Recent enforcement trends
Several Queensland councils have ramped up compliance activity around unregistered short-term letting. Show cause notices and enforcement action are increasingly common, particularly in tourist-facing local government areas where short-term letting has caused community concern about housing supply, noise and amenity.
Where enforcement action has been taken, the consequences range from required cessation of the use, retrospective development application requirements, to monetary penalties. Acting on planning advice before commencing the use is far cheaper than responding to a show cause notice after the fact.
Due diligence before listing
Before listing a property, the questions to answer are: which local government area does the property sit in; what does the relevant planning scheme say about short-term accommodation in your zone; does the proposed letting model fall within accepted use, code assessable or impact assessable; are there any overlays or local controls that restrict short-term letting; and (for apartments) does the body corporate permit it?

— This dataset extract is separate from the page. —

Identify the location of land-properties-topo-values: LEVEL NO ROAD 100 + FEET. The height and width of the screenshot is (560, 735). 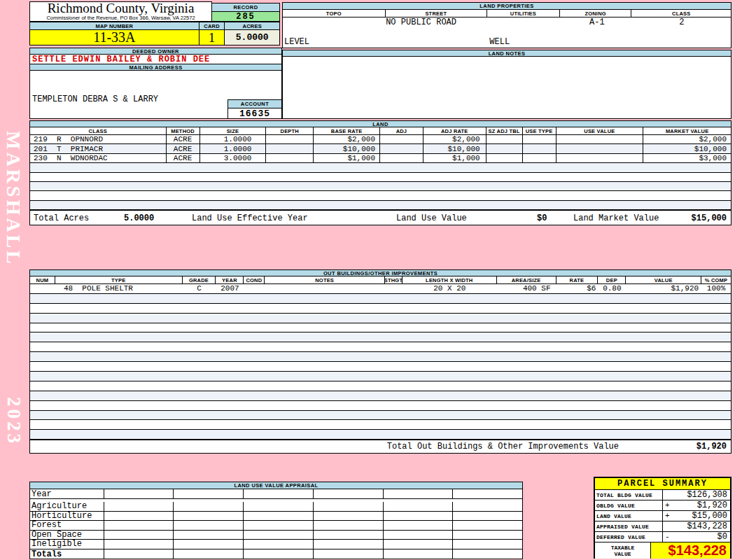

These questions are not always quick to answer, and the rules change. A short professional review is often the difference between a compliant operation and an enforcement risk.
Short-term letting is one of the fastest-changing parts of the Queensland planning framework. The right answer for your property depends entirely on the council, the zone, and the specifics of the proposed use. General assumptions based on "how Airbnb works in other places" are not a reliable basis for proceeding.